“Though thus powerfully built, armored, and armed, she had two grave defects. Her engines were not built for her, but taken from a high-pressure river steamboat, and though on her trial trip she realized about eight knots, six seems to be all that could usually be got from her. She was driven by a screw, the shaft being connected by gearing with the engines. The other defect was an oversight, her steering chains, instead of being led under her armored deck, were over it, exposed to an enemy’s fire. She was therefore a ram that could only by a favorable chance overtake her prey, and was likely at any moment to lose the power of directing her thrust.”
While Banks was on the useless Red River expedition Farragut had been anxious to attack Mobile, but had been unable to do so because no troops could be spared for use against the forts and to hold the place when it should be taken. For six months, in fact, the admiral had to lie idle while the Confederates strengthened their works—even watching them while they brought the Tennessee down the river on which she had been built, and then carried her over the shoal waters of the upper part of the bay, just as Perry carried his two brigs out of Erie harbor on Lake Erie when he went out to win his great victory.

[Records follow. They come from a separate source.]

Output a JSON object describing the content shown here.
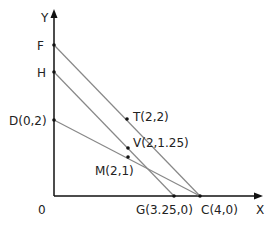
{
  "diagram": {
    "axes": {
      "x_label": "X",
      "y_label": "Y",
      "origin_label": "0"
    },
    "points": {
      "F": "F",
      "H": "H",
      "D": "D(0,2)",
      "T": "T(2,2)",
      "V": "V(2,1.25)",
      "M": "M(2,1)",
      "G": "G(3.25,0)",
      "C": "C(4,0)"
    },
    "lines": [
      {
        "name": "FC",
        "from": "F",
        "to": "C"
      },
      {
        "name": "HG",
        "from": "H",
        "to": "G"
      },
      {
        "name": "DC",
        "from": "D",
        "to": "C"
      }
    ],
    "colors": {
      "axis": "#111111",
      "line": "#888888",
      "point": "#111111"
    }
  }
}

It was in March, 1864, that the Confederates began this slow task under Farragut’s eyes (figuratively speaking; Farragut was not with the fleet constantly), and it was not until May 18th that they had her anchored in the deep water within the forts guarding the channel.

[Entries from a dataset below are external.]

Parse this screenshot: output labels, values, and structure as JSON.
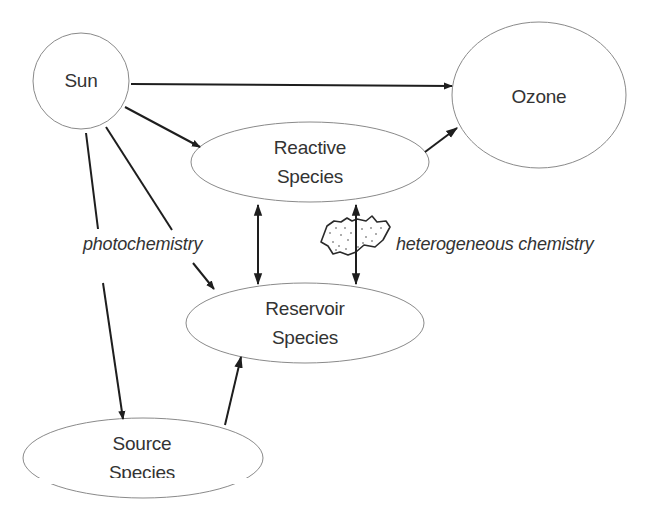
{
  "nodes": {
    "sun": {
      "label": "Sun"
    },
    "ozone": {
      "label": "Ozone"
    },
    "reactive": {
      "line1": "Reactive",
      "line2": "Species"
    },
    "reservoir": {
      "line1": "Reservoir",
      "line2": "Species"
    },
    "source": {
      "line1": "Source",
      "line2": "Species"
    }
  },
  "edge_labels": {
    "photochemistry": "photochemistry",
    "heterogeneous": "heterogeneous chemistry"
  },
  "edges": [
    {
      "from": "Sun",
      "to": "Ozone",
      "type": "arrow"
    },
    {
      "from": "Sun",
      "to": "Reactive Species",
      "type": "arrow"
    },
    {
      "from": "Sun",
      "to": "Reservoir Species",
      "type": "arrow",
      "label": "photochemistry"
    },
    {
      "from": "Sun",
      "to": "Source Species",
      "type": "arrow",
      "label": "photochemistry"
    },
    {
      "from": "Reactive Species",
      "to": "Ozone",
      "type": "arrow"
    },
    {
      "from": "Reactive Species",
      "to": "Reservoir Species",
      "type": "bidirectional"
    },
    {
      "from": "Reactive Species",
      "to": "Reservoir Species",
      "type": "bidirectional",
      "label": "heterogeneous chemistry"
    },
    {
      "from": "Source Species",
      "to": "Reservoir Species",
      "type": "arrow"
    }
  ],
  "colors": {
    "stroke": "#1e1e1e",
    "outline": "#8a8a8a",
    "text": "#333333"
  }
}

As a matter of fact, Buchanan, the Confederate admiral, intended to go out and attack Farragut’s fleet that night, as the Merrimac had attacked the wooden fleet in Hampton Roads. What he would have accomplished may not now be guessed; but Farragut had wooden ships only to meet the Tennessee, although he had done everything he could to get ironclads. However, the Tennessee grounded, and when she was floated Buchanan, for some reason unknown, changed his mind.
Meantime the Confederate had anchored forty-six beer-keg torpedoes and 134 torpedoes made of tin, all fitted with percussion fuses, across the channel, leaving a pass, marked by a red buoy, near Fort Morgan (on the east side) for the blockade-runners. The pass was about 100 yards wide and at the most deadly range from the fort.
After six months of tedious delay four monitors came with the assurance that a sufficient number of troops would coöperate. Two of these monitors had single turrets, armored with ten inches of iron and carrying two fifteen-inch Dahlgren guns—guns that used sixty pounds of powder (and might have used a hundred) behind solid-steel shot weighing 440 pounds. The others had eleven-inch Dahlgrens.
Eventually a day for landing the troops on Dauphin Island was fixed—August 4, 1864—and Farragut was to pass the forts and anchor in the bay before daylight. The troops were landed, but Farragut had to wait for some of his squadron that had failed to arrive. But during the day they were all there. The wooden ships were prepared much as they had been at the battle of New Orleans, and then all that was wanting was a flood-tide to help sweep the ships, and a southwest wind to blow the smoke of battle into the eyes of Fort Morgan’s gunners. As fortune turned, Farragut got both early on the morning of August 5, 1864. It had been raining the night before, and it is recorded that Farragut could not sleep well. At 3 o’clock in the morning he sent a man on deck to ask how the wind was, and the man brought word that it was southwest.
“Then we will go in this morning,” said Farragut, and a few minutes later the boatswains were turning out all hands on every ship of the fighting squadron. It was not a long task to get the men to quarters, but the ships had to be lashed together two and two,—the little Octorara on the off side of the Brooklyn, and the little Metacomet on the off side of the flagship Hartford, and so on, to protect the little ones from the fire of Fort Morgan.
Farragut and Drayton on Board the Hartford at Mobile Bay.
Drawn by I. W. Taber from a photograph.